A spirited debate in the onebag travel community reveals the tension between ultra-minimalist ideology and practical comfort: If you carry a personal item in addition to your "one bag," are you really onebagging?
The question might sound pedantic, but it highlights a larger truth about travel packing culture and the gap between Instagram-perfect minimalism and how real travelers actually move through the world.
The Purist vs. Pragmatist Divide
The r/onebag community centers on traveling with a single carry-on bag - no checked luggage, maximum mobility. But the original question struck a nerve: what about that small backpack or tote you keep under the airline seat?
Purists argue that one bag means one bag. If you need items accessible during the flight, they should be in your main pack with organizational cubes or accessible pockets.
Pragmatists counter that airlines explicitly allow a personal item in addition to carry-on luggage.

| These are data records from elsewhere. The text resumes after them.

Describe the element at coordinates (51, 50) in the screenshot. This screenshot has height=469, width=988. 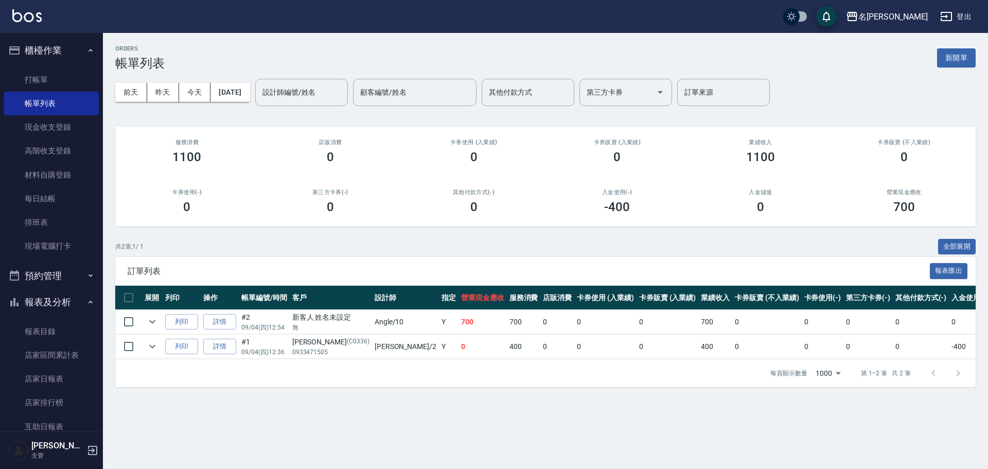
I see `button: 櫃檯作業` at that location.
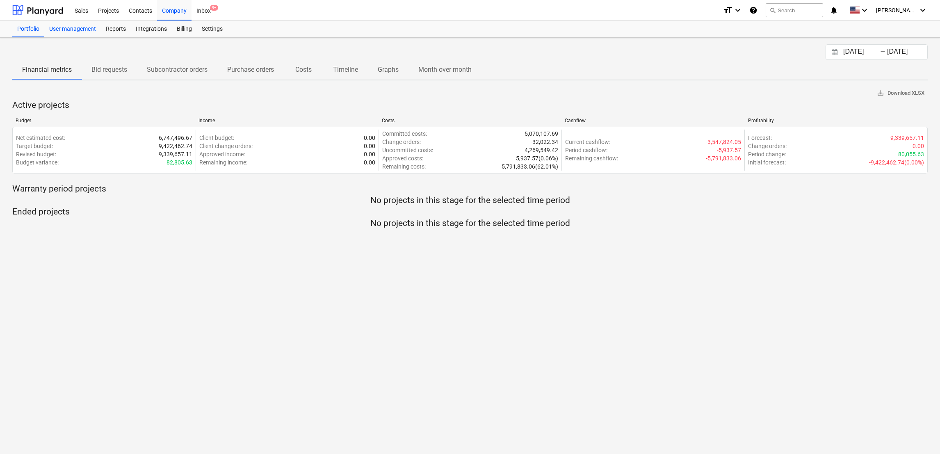 The image size is (940, 454). What do you see at coordinates (653, 121) in the screenshot?
I see `div: Cashflow` at bounding box center [653, 121].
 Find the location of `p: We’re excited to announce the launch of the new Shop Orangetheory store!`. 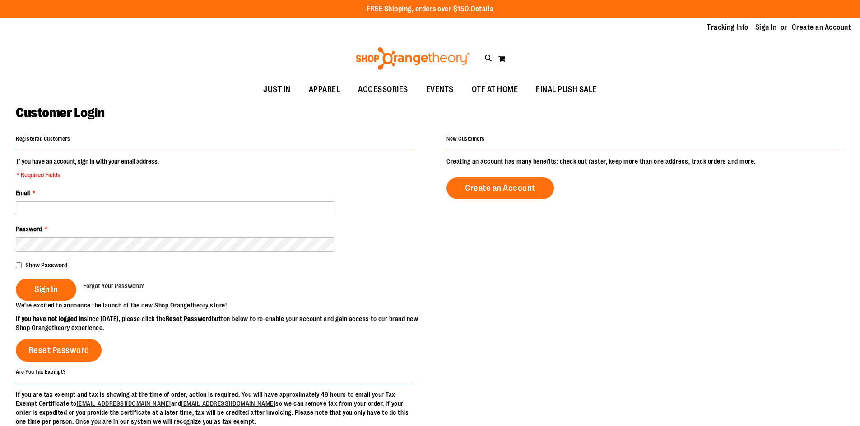

p: We’re excited to announce the launch of the new Shop Orangetheory store! is located at coordinates (223, 306).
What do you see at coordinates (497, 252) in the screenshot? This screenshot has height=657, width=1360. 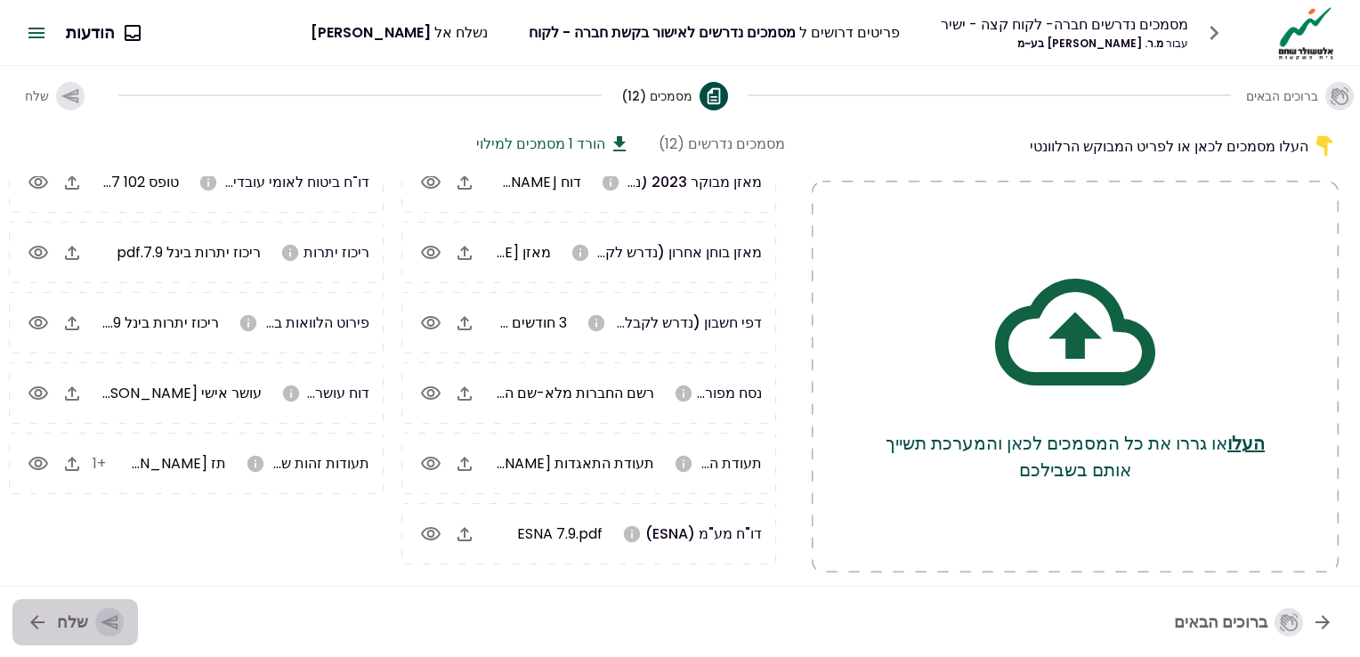 I see `span: מאזן 13.8.25.pdf` at bounding box center [497, 252].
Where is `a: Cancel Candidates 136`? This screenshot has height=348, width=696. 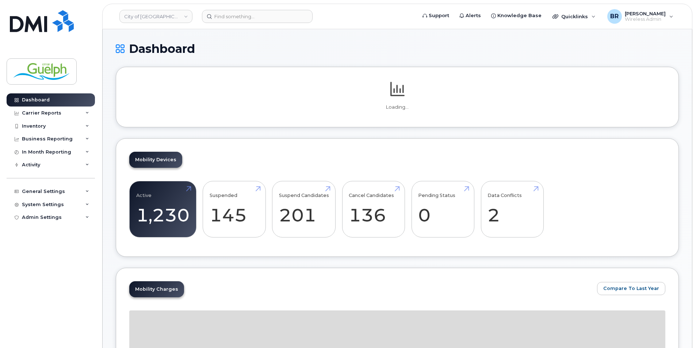 a: Cancel Candidates 136 is located at coordinates (373, 210).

Using that allowance doesn't violate the spirit of light travel - it maximizes the available space intelligently.
The Practical Reality
Most experienced onebagging travelers admitted to carrying a small personal item containing:
• Laptop and electronics for work during flights • Snacks, water bottle, and medications • Headphones, tablet, or reading material • Travel documents and valuables • Jacket or sweater for temperature changes
The alternative - digging through clothes, toiletries, and shoes to find your headphones mid-flight - strikes many as dogmatic minimalism taken too far.

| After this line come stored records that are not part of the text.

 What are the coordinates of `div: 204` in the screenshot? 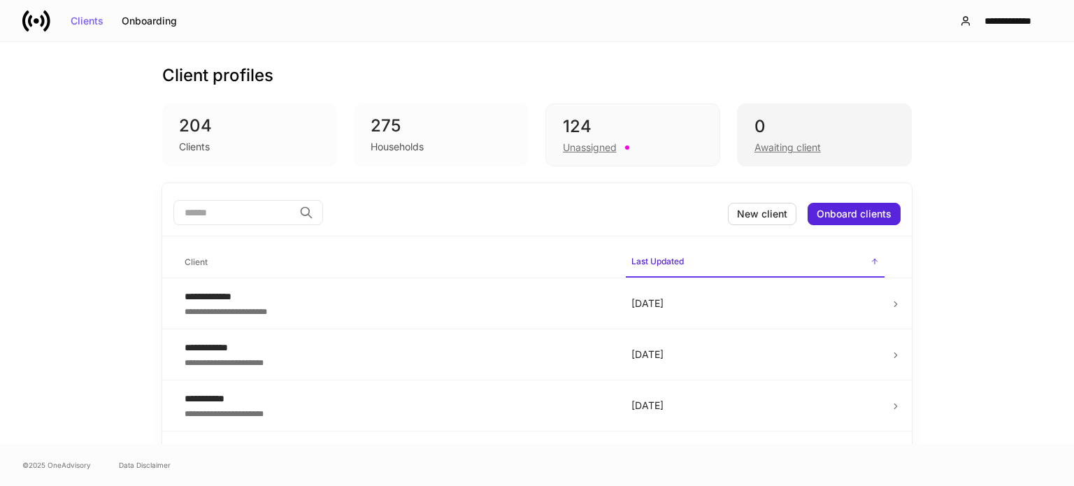 It's located at (250, 126).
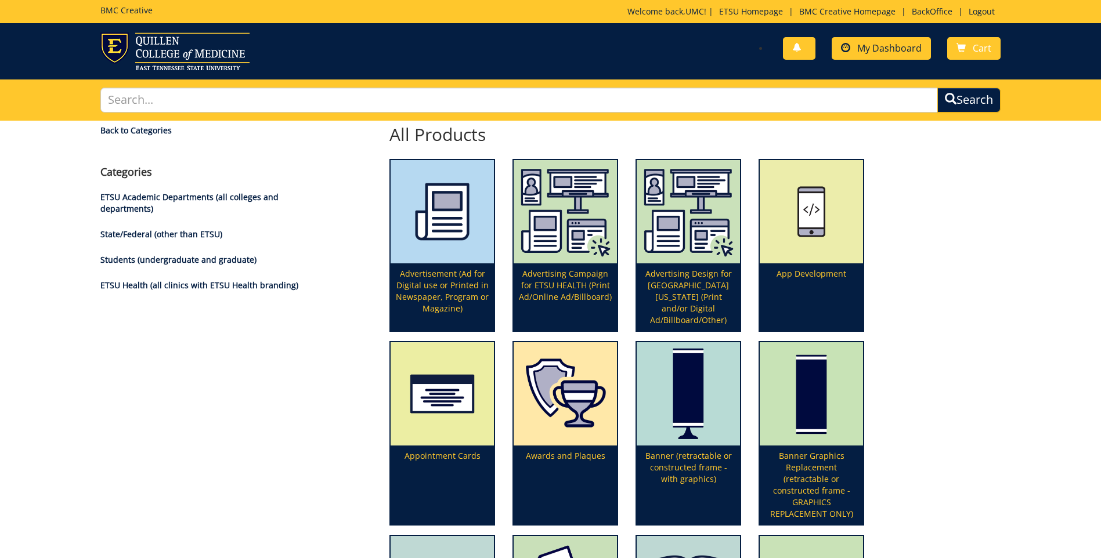  Describe the element at coordinates (811, 394) in the screenshot. I see `img: graphics-only-banner-5949222f1cdc31.93524894.png` at that location.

When Ideology Meets Reality
The onebag movement emerged from genuine frustrations: • Checked baggage fees adding hundreds to trip costs • Lost luggage ruining travel plans • Physical strain of hauling heavy bags • Mobility constraints of wheeled luggage on stairs and cobblestones • Forced simplicity leading to more intentional packing
But like many optimization movements, it can drift toward performative minimalism - minimalism as identity rather than tool.